The Bentley appears like it always does—impossibly fast, impossibly silent, and smelling faintly of scorched earth and fine leather. It rolls to a stop at the edge of the curb, engine purring like a smug cat that’s just swallowed something holy.
The passenger door swings open, slow and smooth, before you even think to reach for the handle.
Crowley’s behind the wheel. Black sunglasses. Red hair glinting like a matchhead in the light. He doesn't look at you. Not yet. Just keeps his long fingers drumming a rhythm on the steering wheel—'Bohemian Rhapsody' by Queen. Of course.
"Get in," he says.
Not kindly. Not unkindly. Just… like it’s happening, whether you like it or not.
You sit. The leather is warm, and the door shuts with a sound like finality. The seatbelt snakes itself over your chest, uninvited. The Bentley smells like vinyl, static, and something faintly sweet beneath it—maybe cinnamon. Maybe blood.
Crowley still doesn’t look at you. But he mutters, half to himself:
“Should’ve made Aziraphale do this. Bloody mess of a situation.”
And then you’re moving.
Fast.
Faster than streets allow. The lines on the road blur, and buildings melt into one another. The city becomes something distant and soft. You’re wrapped in the sound of Queen—just barely playing—and the low hum of the engine that shouldn’t be able to run like this anymore.
He finally glances at you. Just a flick of golden eyes behind those black lenses, sharp and unreadable.
“You don’t look like either of them.”
He means the one and the other one. You know he does.
He knows who you are. Or what you are. Everyone’s being very hush-hush about it, of course—when angels sleep with each other, the heavens prefer to call it a celestial anomaly and then throw paperwork at it until the guilt fades.
You? You're the result. The problem. The child of two angels who should never have looked at each other that way. A paradox wrapped in teenage confusion and emotional outbursts that shatter windows and accidentally short out streetlamps.
You don’t have powers.
Except when you do.
When you're angry. Or scared. Or when someone looks at you wrong. Then strange things happen. Dangerous things.
Crowley knows this.
Which is probably why he’s the one driving you now—because Aziraphale still believes in giving things names like hope, and Crowley is just trying to keep the windows from exploding.
He taps the steering wheel again. Doesn’t say anything for a long while.
Finally: “Next time you blow up half a bookstore, give someone a heads up.”
A pause.
A smirk.
“You’re lucky you’re not a frog.”
The Bentley hums louder, and you swear the car is laughing.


Required work:
Throughout the material below, tally the lines containing "interactable" and give the total with no accompanying text.

Provided records:
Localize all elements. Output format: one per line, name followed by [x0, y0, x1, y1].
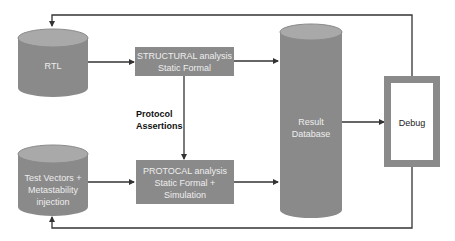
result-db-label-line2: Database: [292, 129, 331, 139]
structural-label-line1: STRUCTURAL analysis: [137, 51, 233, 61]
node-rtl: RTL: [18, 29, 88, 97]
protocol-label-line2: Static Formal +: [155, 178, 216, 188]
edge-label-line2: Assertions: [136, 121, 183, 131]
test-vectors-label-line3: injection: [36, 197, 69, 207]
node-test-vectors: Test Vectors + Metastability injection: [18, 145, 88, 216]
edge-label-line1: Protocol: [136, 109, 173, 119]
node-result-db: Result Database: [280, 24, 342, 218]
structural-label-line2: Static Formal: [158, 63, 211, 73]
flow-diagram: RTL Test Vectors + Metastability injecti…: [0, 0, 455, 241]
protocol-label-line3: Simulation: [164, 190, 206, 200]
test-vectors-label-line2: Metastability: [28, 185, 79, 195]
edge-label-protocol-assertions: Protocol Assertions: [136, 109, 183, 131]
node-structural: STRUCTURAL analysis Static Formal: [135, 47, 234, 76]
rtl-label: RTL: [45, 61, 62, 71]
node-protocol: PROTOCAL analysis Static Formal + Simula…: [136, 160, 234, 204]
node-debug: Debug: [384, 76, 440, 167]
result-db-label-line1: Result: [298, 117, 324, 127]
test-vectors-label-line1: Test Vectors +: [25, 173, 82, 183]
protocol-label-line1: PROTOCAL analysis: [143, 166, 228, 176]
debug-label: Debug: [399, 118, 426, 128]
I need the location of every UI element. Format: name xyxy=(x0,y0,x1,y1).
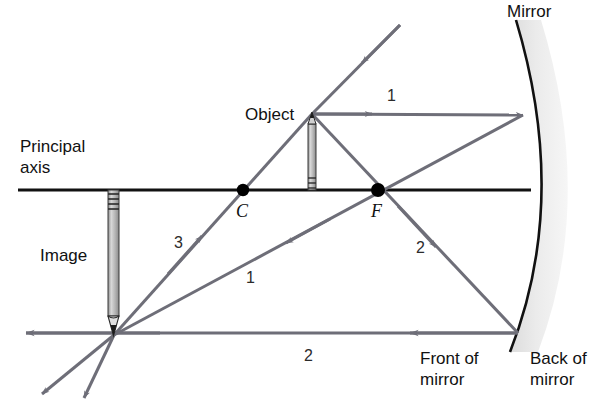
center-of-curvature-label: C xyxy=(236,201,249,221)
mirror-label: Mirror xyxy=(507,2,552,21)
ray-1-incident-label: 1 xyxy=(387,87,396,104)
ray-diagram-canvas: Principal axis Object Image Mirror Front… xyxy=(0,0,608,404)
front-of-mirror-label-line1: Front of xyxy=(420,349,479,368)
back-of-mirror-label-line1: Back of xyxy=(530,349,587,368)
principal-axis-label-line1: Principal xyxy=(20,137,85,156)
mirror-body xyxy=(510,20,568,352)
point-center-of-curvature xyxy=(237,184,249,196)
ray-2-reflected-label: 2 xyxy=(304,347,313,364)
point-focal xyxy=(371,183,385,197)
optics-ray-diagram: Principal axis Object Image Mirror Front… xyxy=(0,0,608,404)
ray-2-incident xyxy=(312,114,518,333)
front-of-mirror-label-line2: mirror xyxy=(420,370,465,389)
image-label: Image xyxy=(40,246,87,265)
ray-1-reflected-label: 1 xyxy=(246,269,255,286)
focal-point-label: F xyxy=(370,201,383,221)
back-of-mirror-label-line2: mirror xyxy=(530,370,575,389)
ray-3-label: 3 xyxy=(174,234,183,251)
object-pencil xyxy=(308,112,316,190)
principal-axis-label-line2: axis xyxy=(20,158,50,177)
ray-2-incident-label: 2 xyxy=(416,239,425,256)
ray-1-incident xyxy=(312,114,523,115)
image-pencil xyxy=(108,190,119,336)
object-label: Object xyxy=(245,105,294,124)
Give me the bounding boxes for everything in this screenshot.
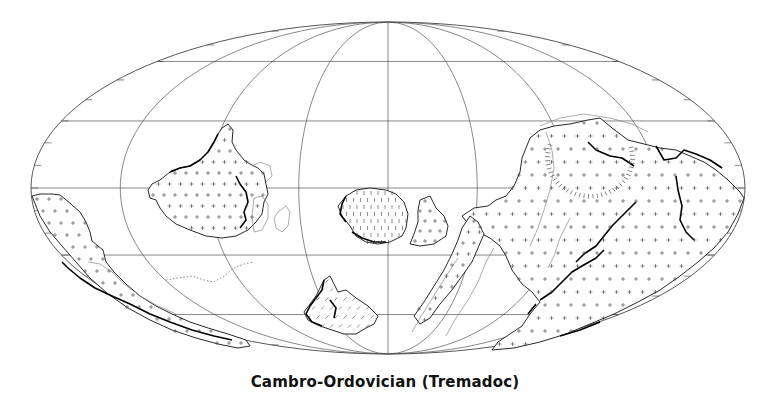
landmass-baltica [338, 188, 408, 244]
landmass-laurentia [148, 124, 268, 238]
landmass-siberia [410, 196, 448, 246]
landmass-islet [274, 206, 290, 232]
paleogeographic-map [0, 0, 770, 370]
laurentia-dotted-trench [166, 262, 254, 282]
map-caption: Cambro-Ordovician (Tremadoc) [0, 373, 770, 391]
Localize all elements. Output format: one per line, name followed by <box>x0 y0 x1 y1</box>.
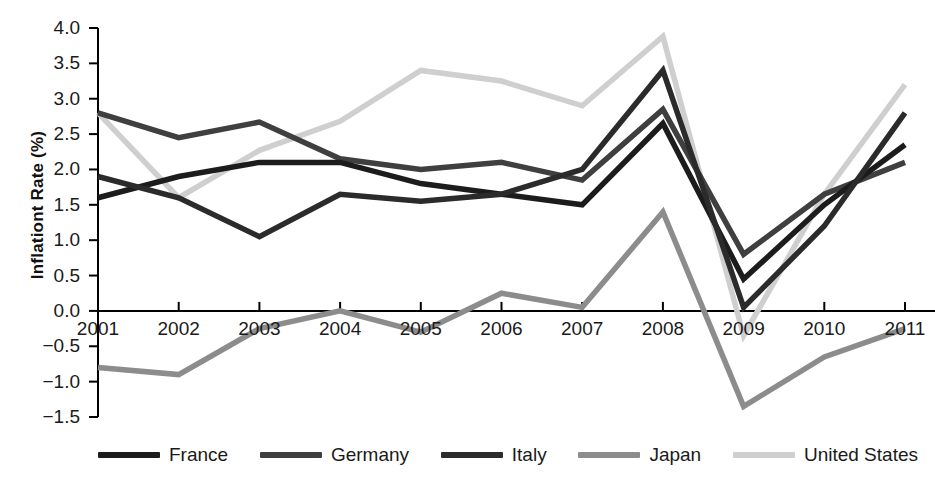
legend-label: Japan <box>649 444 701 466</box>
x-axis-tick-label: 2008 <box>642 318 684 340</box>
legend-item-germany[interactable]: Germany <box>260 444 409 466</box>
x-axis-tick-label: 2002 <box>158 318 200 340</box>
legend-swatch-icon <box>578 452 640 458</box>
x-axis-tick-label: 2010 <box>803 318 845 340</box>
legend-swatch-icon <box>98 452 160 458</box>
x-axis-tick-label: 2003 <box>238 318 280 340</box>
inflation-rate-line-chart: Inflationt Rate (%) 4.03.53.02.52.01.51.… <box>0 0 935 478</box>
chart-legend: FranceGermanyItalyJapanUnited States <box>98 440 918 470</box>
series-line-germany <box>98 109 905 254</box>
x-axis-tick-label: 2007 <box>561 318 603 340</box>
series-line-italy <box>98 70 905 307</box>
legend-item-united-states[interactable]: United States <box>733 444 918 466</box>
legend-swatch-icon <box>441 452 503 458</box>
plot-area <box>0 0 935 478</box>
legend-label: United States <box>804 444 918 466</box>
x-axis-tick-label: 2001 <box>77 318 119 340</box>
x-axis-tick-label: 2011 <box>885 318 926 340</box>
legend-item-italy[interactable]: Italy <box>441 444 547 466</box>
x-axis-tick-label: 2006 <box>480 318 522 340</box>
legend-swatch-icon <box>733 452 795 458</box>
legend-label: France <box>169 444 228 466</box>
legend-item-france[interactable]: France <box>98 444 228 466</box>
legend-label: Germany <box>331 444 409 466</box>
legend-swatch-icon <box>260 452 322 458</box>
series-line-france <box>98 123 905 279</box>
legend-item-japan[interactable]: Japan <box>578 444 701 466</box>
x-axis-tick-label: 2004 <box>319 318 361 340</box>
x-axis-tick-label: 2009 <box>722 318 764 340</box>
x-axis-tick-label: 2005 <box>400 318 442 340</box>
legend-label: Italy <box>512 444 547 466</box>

==

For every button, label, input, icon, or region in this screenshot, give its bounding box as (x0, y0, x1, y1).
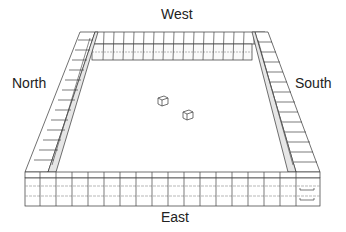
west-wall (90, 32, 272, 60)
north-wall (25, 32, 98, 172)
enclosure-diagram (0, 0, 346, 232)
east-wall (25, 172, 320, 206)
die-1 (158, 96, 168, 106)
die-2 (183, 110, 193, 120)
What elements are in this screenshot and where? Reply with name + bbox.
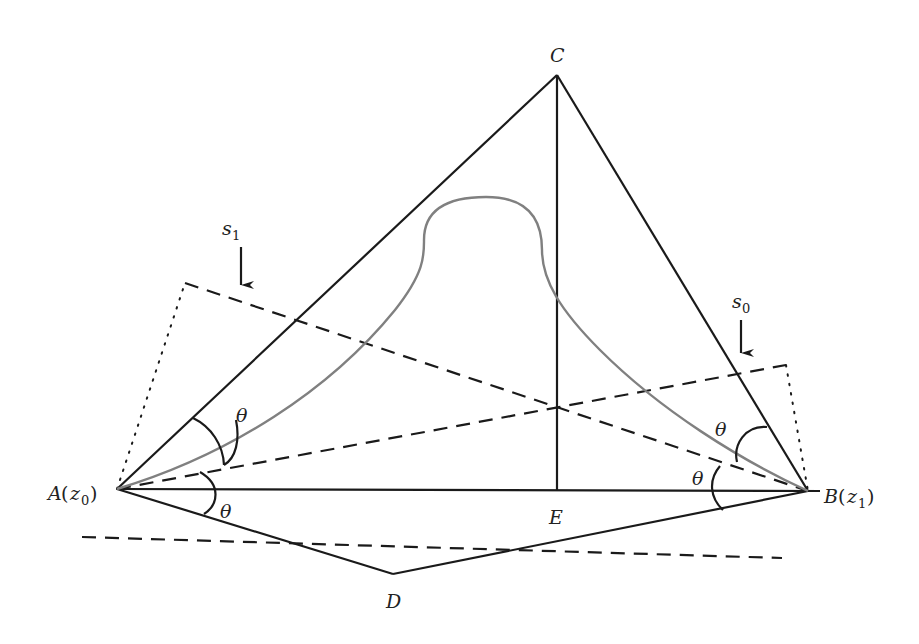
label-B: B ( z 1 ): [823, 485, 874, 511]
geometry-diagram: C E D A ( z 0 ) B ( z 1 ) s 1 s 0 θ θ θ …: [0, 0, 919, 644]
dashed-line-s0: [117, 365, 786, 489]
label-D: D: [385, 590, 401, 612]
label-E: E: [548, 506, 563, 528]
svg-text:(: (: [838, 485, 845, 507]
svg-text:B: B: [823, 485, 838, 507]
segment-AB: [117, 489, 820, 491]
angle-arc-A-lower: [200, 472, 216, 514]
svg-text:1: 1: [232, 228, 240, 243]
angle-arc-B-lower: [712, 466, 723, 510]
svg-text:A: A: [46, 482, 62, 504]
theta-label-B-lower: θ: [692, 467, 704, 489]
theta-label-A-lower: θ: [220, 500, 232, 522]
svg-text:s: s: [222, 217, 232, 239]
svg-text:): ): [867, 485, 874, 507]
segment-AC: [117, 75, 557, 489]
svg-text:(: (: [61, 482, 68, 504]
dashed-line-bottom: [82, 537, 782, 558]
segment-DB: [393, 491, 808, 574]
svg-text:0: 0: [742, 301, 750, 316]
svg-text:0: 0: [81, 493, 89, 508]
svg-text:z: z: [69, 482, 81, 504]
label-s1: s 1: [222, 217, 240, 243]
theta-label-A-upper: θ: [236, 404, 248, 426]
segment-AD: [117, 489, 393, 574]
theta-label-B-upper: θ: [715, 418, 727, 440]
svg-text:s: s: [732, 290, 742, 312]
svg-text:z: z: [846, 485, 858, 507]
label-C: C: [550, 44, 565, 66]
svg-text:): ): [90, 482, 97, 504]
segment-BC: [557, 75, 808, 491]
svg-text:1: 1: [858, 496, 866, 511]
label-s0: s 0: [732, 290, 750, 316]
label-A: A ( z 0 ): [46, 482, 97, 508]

==

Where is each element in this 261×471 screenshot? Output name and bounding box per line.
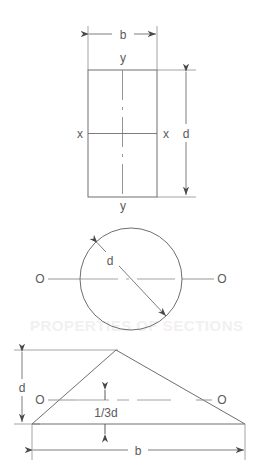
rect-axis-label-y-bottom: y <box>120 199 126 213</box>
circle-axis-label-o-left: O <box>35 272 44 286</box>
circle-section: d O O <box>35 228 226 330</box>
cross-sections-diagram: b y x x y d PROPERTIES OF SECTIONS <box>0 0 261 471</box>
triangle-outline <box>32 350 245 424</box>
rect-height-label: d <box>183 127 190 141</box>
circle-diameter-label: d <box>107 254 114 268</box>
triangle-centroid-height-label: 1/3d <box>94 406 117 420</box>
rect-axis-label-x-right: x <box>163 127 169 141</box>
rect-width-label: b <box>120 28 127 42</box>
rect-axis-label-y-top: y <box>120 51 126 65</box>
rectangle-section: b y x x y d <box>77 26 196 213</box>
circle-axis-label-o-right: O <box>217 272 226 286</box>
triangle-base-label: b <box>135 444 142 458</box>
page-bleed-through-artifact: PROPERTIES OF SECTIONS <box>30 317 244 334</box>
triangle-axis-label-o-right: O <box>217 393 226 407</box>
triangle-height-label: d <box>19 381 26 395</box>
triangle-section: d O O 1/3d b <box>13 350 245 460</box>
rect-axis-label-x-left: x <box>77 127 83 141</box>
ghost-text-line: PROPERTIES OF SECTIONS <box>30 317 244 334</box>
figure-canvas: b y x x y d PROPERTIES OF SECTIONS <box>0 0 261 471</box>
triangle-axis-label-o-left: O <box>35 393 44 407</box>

Solution to this problem:
5